Muramoto has dedicated most of her career as an educator and researcher to substance-abuse education and treatment, with a particular focus on alcohol and tobacco use. As an educator, she has helped to develop national and international educational projects to train health care and human service providers in prevention, screening, and treatment of alcohol and tobacco use disorders.

Muramoto has been a faculty member at the University of Arizona College of Medicine since 1990, joining the faculty after serving as chief resident and as a research fellow in the college’s Department of Family and Community Medicine. She was appointed a tenured professor in 2010 and became the department’s chair in 2015. She earned her MD from the University of Arizona College of Medicine in 1985 and an MPH in Epidemiology from the University of Arizona in 2005.

Under her leadership, the Department of Family and Community Medicine is one of the top-ranked programs in the country, with a reputation for outstanding clinical education and innovative research. The department’s residency training program focuses on underserved and rural populations and offers an integrative medicine track, as well as a global health track for residents who aim to reduce health disparities world worldwide.

“Our clinical practice is the foundation for academic excellence in education, research, and community engagement,” said Muramoto. “I believe that an inclusive, transparent, and team-oriented approach to leadership is essential for an organization to grow, thrive, and excel in its mission.”

Muramoto has been principal investigator or co-investigator on 48 translational research studies, 30 involving testing of novel pharmacologic, behavioral, and system interventions for tobacco cessation. The majority of her community-engaged tobacco cessation translational research has focused on ethnic/racial minority groups (Spanish-speaking, American Indian, rural African American), low-income populations, and other special populations (rural, adolescents, pregnant women, military, behavioral health disorders, complementary and alternative medicine patients and practitioners, global health). She is the author of 69 peer-reviewed journal articles, five book chapters, five peer-reviewed published abstracts, and co-author of “Geriatric Nutrition Handbook.” She also has made more than 150 scholarly presentations. She has extensive teaching and mentoring experience, including medical student career-development counseling, research mentoring with post-doctoral fellows and junior faculty.
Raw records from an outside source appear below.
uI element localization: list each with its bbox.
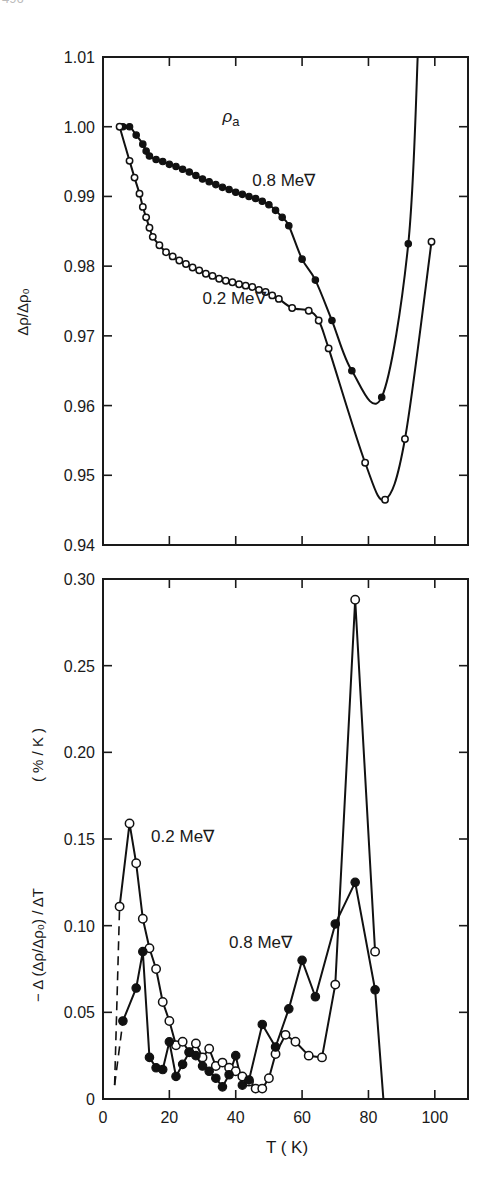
x-tick-label: 40 bbox=[227, 1109, 245, 1126]
filled-circle-marker bbox=[126, 124, 132, 130]
open-circle-marker bbox=[351, 596, 359, 604]
open-circle-marker bbox=[150, 234, 156, 240]
filled-circle-marker bbox=[193, 172, 199, 178]
open-circle-marker bbox=[229, 279, 235, 285]
filled-circle-marker bbox=[245, 1076, 253, 1084]
filled-circle-marker bbox=[232, 1051, 240, 1059]
filled-circle-marker bbox=[285, 1005, 293, 1013]
open-circle-marker bbox=[203, 271, 209, 277]
filled-circle-marker bbox=[173, 163, 179, 169]
open-circle-marker bbox=[223, 278, 229, 284]
filled-circle-marker bbox=[239, 191, 245, 197]
y-axis-title-bottom: − Δ (Δρ/Δρ₀) / ΔT bbox=[29, 888, 46, 1002]
data-layer bbox=[115, 600, 384, 1099]
open-circle-marker bbox=[115, 902, 123, 910]
filled-circle-marker bbox=[298, 956, 306, 964]
y-axis-title-top: Δρ/Δρ₀ bbox=[14, 288, 31, 336]
filled-circle-marker bbox=[186, 169, 192, 175]
plot-frame bbox=[103, 57, 468, 545]
y-tick-label: 0.97 bbox=[64, 328, 95, 345]
y-tick-label: 0.96 bbox=[64, 398, 95, 415]
filled-circle-marker bbox=[166, 161, 172, 167]
filled-circle-marker bbox=[312, 277, 318, 283]
filled-circle-marker bbox=[351, 878, 359, 886]
y-tick-label: 1.01 bbox=[64, 49, 95, 66]
filled-circle-marker bbox=[286, 223, 292, 229]
open-circle-marker bbox=[265, 1074, 273, 1082]
open-circle-marker bbox=[258, 1084, 266, 1092]
filled-circle-marker bbox=[160, 158, 166, 164]
filled-circle-marker bbox=[119, 1017, 127, 1025]
series-label: 0.8 Me∇ bbox=[229, 933, 293, 952]
open-circle-marker bbox=[325, 345, 331, 351]
figure: 0.940.950.960.970.980.991.001.010.8 Me∇0… bbox=[0, 0, 497, 1192]
filled-circle-marker bbox=[331, 920, 339, 928]
filled-circle-marker bbox=[206, 179, 212, 185]
open-circle-marker bbox=[189, 264, 195, 270]
filled-circle-marker bbox=[311, 993, 319, 1001]
filled-circle-marker bbox=[139, 947, 147, 955]
data-layer bbox=[120, 43, 432, 500]
y-tick-label: 0.05 bbox=[64, 1004, 95, 1021]
open-circle-marker bbox=[318, 1053, 326, 1061]
filled-circle-marker bbox=[145, 1053, 153, 1061]
filled-circle-marker bbox=[172, 1072, 180, 1080]
filled-circle-marker bbox=[140, 141, 146, 147]
open-circle-marker bbox=[169, 253, 175, 259]
x-tick-label: 0 bbox=[99, 1109, 108, 1126]
y-axis-units-bottom: ( % / K ) bbox=[29, 728, 46, 782]
y-tick-label: 0.10 bbox=[64, 918, 95, 935]
filled-circle-marker bbox=[259, 198, 265, 204]
open-circle-marker bbox=[152, 965, 160, 973]
open-circle-marker bbox=[143, 214, 149, 220]
filled-circle-marker bbox=[405, 241, 411, 247]
open-circle-marker bbox=[289, 305, 295, 311]
open-circle-marker bbox=[362, 460, 368, 466]
open-circle-marker bbox=[116, 124, 122, 130]
open-circle-marker bbox=[139, 915, 147, 923]
x-axis-title: T ( K) bbox=[266, 1138, 308, 1157]
open-circle-marker bbox=[156, 242, 162, 248]
open-circle-marker bbox=[205, 1045, 213, 1053]
series-curve bbox=[123, 43, 418, 404]
open-circle-marker bbox=[236, 281, 242, 287]
filled-circle-marker bbox=[153, 156, 159, 162]
open-circle-marker bbox=[306, 308, 312, 314]
filled-circle-marker bbox=[226, 186, 232, 192]
open-circle-marker bbox=[136, 190, 142, 196]
y-tick-label: 0.99 bbox=[64, 188, 95, 205]
bottom-plot-derivative: 02040608010000.050.100.150.200.250.300.2… bbox=[29, 571, 468, 1157]
rho-a-label: ρa bbox=[221, 107, 240, 129]
y-tick-label: 1.00 bbox=[64, 119, 95, 136]
filled-circle-marker bbox=[233, 189, 239, 195]
filled-circle-marker bbox=[205, 1067, 213, 1075]
filled-circle-marker bbox=[212, 1074, 220, 1082]
open-circle-marker bbox=[305, 1051, 313, 1059]
filled-circle-marker bbox=[218, 1083, 226, 1091]
open-circle-marker bbox=[131, 174, 137, 180]
filled-circle-marker bbox=[178, 1060, 186, 1068]
filled-circle-marker bbox=[379, 394, 385, 400]
filled-circle-marker bbox=[271, 1043, 279, 1051]
y-tick-label: 0.94 bbox=[64, 537, 95, 554]
top-plot-resistivity-ratio: 0.940.950.960.970.980.991.001.010.8 Me∇0… bbox=[14, 43, 468, 554]
filled-circle-marker bbox=[179, 166, 185, 172]
open-circle-marker bbox=[315, 317, 321, 323]
y-tick-label: 0.20 bbox=[64, 744, 95, 761]
open-circle-marker bbox=[402, 436, 408, 442]
filled-circle-marker bbox=[133, 132, 139, 138]
filled-circle-marker bbox=[219, 184, 225, 190]
open-circle-marker bbox=[291, 1038, 299, 1046]
filled-circle-marker bbox=[225, 1071, 233, 1079]
x-tick-label: 60 bbox=[293, 1109, 311, 1126]
y-tick-label: 0.30 bbox=[64, 571, 95, 588]
y-tick-label: 0.15 bbox=[64, 831, 95, 848]
open-circle-marker bbox=[196, 267, 202, 273]
open-circle-marker bbox=[331, 980, 339, 988]
open-circle-marker bbox=[163, 249, 169, 255]
series-label: 0.8 Me∇ bbox=[252, 171, 316, 190]
y-tick-label: 0.95 bbox=[64, 467, 95, 484]
filled-circle-marker bbox=[159, 1065, 167, 1073]
open-circle-marker bbox=[216, 275, 222, 281]
dashed-extrapolation-line bbox=[115, 907, 120, 1086]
“Dr. Muramoto has an impressive record of advancing academic medicine, through progressive administrative leadership responsibility, establishing new clinical services, and leading a research program that has received over $26 million in extramural funding,” said CU School of Medicine Dean John J. Reilly, Jr., MD. “We are pleased to welcome her to our faculty and look forward to her contributions to our training, research, and clinical programs.”

The CU School of Medicine’s Department of Family Medicine is consistently recognized as one of the top family medicine programs in the country. In the U.S. New and World Report rankings released earlier this year, the School of Medicine’s program in family medicine was ranked No. 7 among all medical schools.

Muramoto succeeds Frank DeGruy, MD, MS, who has been chair of the department since 1996. DeGruy stepped down as chair on June 30 and Colleen Conry, MD, senior vice chair for quality and clinical affairs, will serve as interim chair until Muramoto’s arrival on campus.